Wednesday, November 05, 2008

The Man who Walks on his Head

Even though the year 1967, was dark and disastrous for Paul Celan, it was also a year of doing and creating, of writing and translating; it was a year of poetry that continued and built upon the "breathturn," which he demonstrated in his work produced in 1963 and 1964.

The year began with the publication of the French translation of the presentation he made in Darmstadt in October 1960, upon his receipt of the Georg Buchner Prize. The essay, entitled "The Meridian," is about art generally and poetry specifically. In the essay or speech, Celan writes, inter alia, that "a man who walks on his head, ladies and gentlemen, a man who walks on his head sees the sky below, as an abyss."

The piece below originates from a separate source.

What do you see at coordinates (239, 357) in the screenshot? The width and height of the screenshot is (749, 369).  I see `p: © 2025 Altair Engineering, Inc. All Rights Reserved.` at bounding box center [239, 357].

I postulate that much of Celan's poetry is about the vision of the abyss seen when we adjust our point of view. This adjustment can be drastic--for instance, when we stand on our head--or minor, when we turn our head and gaze out of the far corner of our eye. The change in perspective alters our view and refreshes our vision. This refreshment may be pleasing or shocking. It doesn't matter; it awakens the mind to the strangeness of the new and the different.

When something is new and different, the reader tends to concentrate. It is the concentration or attention that Celan believes the poem seeks. Quoting Kafka, he says: "attention is the natural prayer of the soul." Consequently, is he saying obliquely that poetry is soul-involving? Isn't it true that when soul is activated it grows, strengthens, and deepens. Poetry that arrests our attention, I postulate, deepens soul.

Celan's concept of arrest is described metaphorically as a "breathturn." He writes: "Who knows, perhaps poetry goes its way--the way of art--for the sake of just such a turn?"